I hold out hope that someday the working class in Australia will end their subservience and fight back. They are the cattle that fuels the dairy that is Australia, and without them, there is no milk. And the dairy needs milk. It’s about time the cattle kept the milk for their own calves and stopped giving it to the dairy. Just to square things up a bit.
I wonder what the catalyst for that will be? Do Australians have it in them?
Peace out.
Tug.
Hello from London. It's not just an Aussie thing. Same here. Not across the channel, though. Seems to be an anglophone issue, suspiciously, in countries where Digger Murdoch has embedded his talons.

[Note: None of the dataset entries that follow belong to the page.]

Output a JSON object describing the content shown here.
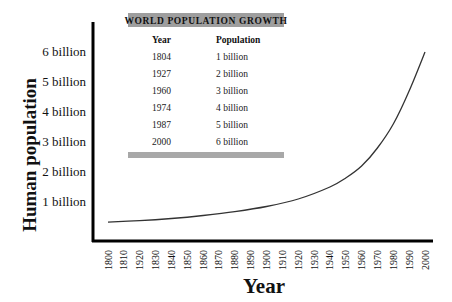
{
  "chart_data": {
    "type": "line",
    "title": "",
    "xlabel": "Year",
    "ylabel": "Human population",
    "x_ticks": [
      "1800",
      "1810",
      "1920",
      "1830",
      "1840",
      "1850",
      "1860",
      "1870",
      "1880",
      "1890",
      "1900",
      "1910",
      "1920",
      "1930",
      "1940",
      "1950",
      "1960",
      "1970",
      "1980",
      "1990",
      "2000"
    ],
    "y_ticks": [
      "1 billion",
      "2 billion",
      "3 billion",
      "4 billion",
      "5 billion",
      "6 billion"
    ],
    "xlim": [
      1800,
      2000
    ],
    "ylim": [
      0,
      6
    ],
    "grid": false,
    "series": [
      {
        "name": "Human population (billions)",
        "x": [
          1800,
          1820,
          1840,
          1860,
          1880,
          1900,
          1920,
          1940,
          1950,
          1960,
          1970,
          1980,
          1990,
          2000
        ],
        "values": [
          0.33,
          0.38,
          0.45,
          0.55,
          0.68,
          0.85,
          1.1,
          1.5,
          1.8,
          2.2,
          2.8,
          3.6,
          4.7,
          6.0
        ]
      }
    ],
    "inset_table": {
      "title": "WORLD POPULATION GROWTH",
      "columns": [
        "Year",
        "Population"
      ],
      "rows": [
        [
          "1804",
          "1 billion"
        ],
        [
          "1927",
          "2 billion"
        ],
        [
          "1960",
          "3 billion"
        ],
        [
          "1974",
          "4 billion"
        ],
        [
          "1987",
          "5 billion"
        ],
        [
          "2000",
          "6 billion"
        ]
      ]
    },
    "colors": {
      "line": "#333333",
      "axis": "#000000",
      "table_banner": "#9e9e9e"
    }
  }
}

I agree with your points, but perhaps not all your conclusions. It is unlikely that we are more complacent than any other groups of 25 million. What we are, is a Petri dish experiment in late-capitalistic propaganda, conducted by the Murdoch family. All the issues you enumerate can be traced back to the persuasive power of News Ltd. Kevin Rudd is focussing his energies on that, because he understands that that is how one wakes up an electorate.
To be more meta (word of the decade), all the issues - including Murdoch - can be sheeted home to late capitalism. The least successful economic structure, except for all the others. Or is it? I think totalitarian societies like Singapore and China will eventually win out, but that’s a discussion for another day.